As suggested in the comments, one option is to create a list of functions and then use List.map
to iterate over all the functions and call them:
let results =
[ EuVanillaPut; BSMdelta; BSMgamma ]
|> List.map (fun f -> f 30.0 25.0 5.0 0.02 0.05)
I suppose you'd then also want to extract the individual results - to do that, you can use pattern matching (but you will get a warning, because the compiler cannot know that the number of elements in the list is correct):
let [euVanillaPut; bsmdelta; bsmgamma] = results
To avoid the warning, you'd have to write:
match results with
| [euVanillaPut; bsmdelta; bsmgamma] -> // all good
| _ -> failwith "This should not happen..."

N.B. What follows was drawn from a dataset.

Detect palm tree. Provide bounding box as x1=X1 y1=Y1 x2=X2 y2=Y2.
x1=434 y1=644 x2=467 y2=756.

Alternatively, you could change the function definition to use tuple (or a record):
let EuVanillaPut (S0, K, T, r, sigma) =
let d1 = (log(S0/K) + (r + sigma ** 2.0 / 2.0) * T)/(sqrt(T)*sigma)
let d2 = d1 - sqrt(T)*sigma
K*exp(-r*T)*Normal.CDF(0.0,1.0,-d2) - S0*Normal.CDF(0.0,1.0,-d1)
Then you can define a single tuple to hold the parameters and use it as an argument to multiple functions:
let ps = (30.0, 25.0, 5.0, 0.02, 0.05)
let euVanillaPut = EuVanillaPut ps
let bsmdelta = BSMdelta ps
let bsmgamma = BSMgamma ps
The first approach is a clever trick, but if you are doing this often, then extracting the individual results from the list will be a bit ugly. The second approach is simpler and makes more sense if you have a lot of functions with the same group of parameters.